Sieur de Bienville who is well informed of the intentions that the English have to establish themselves at the Choctaws and of how great importance it is for the preservation of the colony to prevent it must adopt the most fitting measures to frustrate that of the English and to prevent their trade among the nations of Louisiana.

(page 555)

. . . Sieur Prier by his letter of the fourteenth of the month of last May has rendered an account to the effect that Mtachim, a chief of the Peoria Indians, one of the (page 556) Illinois Indians, had a request made to him to grant him some Frenchmen to go and settle with his people at Pimitoui from which they had been driven by the Foxes. He wrote that without waiting for orders he will grant him his request inasmuch as this settlement will facilitate communication between Canada and the Illinois but that he will not grant any troops until he has received orders form his Majesty or from the Marquis de Beauharnais and heads that it is to be wished that the other Illinois villages should decide to withdraw from the settlements of the French in order to avoid disputes, that it might be harmful for them to be too near and that it would be better that they be two or three days' journey distant because they respect the French more when they are completely separated from them..
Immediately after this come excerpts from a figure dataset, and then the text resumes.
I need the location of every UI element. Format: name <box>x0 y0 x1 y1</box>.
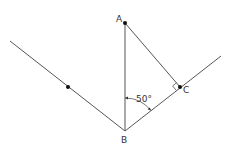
segment-ac <box>125 23 180 87</box>
point-d <box>66 85 70 89</box>
angle-label: 50° <box>136 94 152 104</box>
point-a <box>123 21 127 25</box>
right-angle-marker <box>173 83 177 90</box>
geometry-diagram: A B C 50° <box>0 0 234 148</box>
label-c: C <box>183 85 189 95</box>
point-c <box>178 85 182 89</box>
label-b: B <box>121 135 127 145</box>
label-a: A <box>116 14 123 24</box>
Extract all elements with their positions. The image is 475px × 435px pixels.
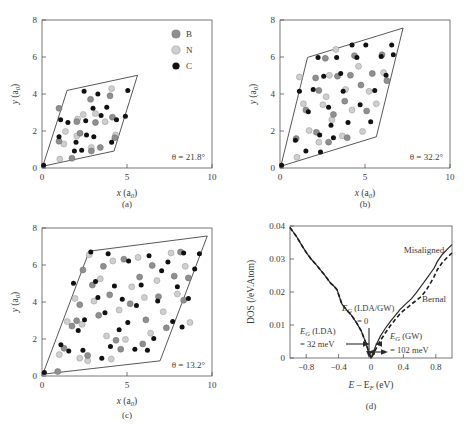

Sieur de Bienville will inform himself on his arrival about what has been done with reference to the Peorias and he will investigate the proposal of Sieur Prier for the removal of the Illinois villages in which his Majesty trusts him to make use of whatever he thinks most advantageous. . .
______________________________

1 For Father Beaudouin see M.P.A., Vol. I, p. 155 et passim, and the note on the letter to Bienville and Salmon to Maurepas, Sept. 16, 1735.

2 For Rgis du Roullet see M.P.A., Vol. I, p. 17, n. 4.

3 For Vincennes see M.P.A., Vol. I, p. 199, n. 3.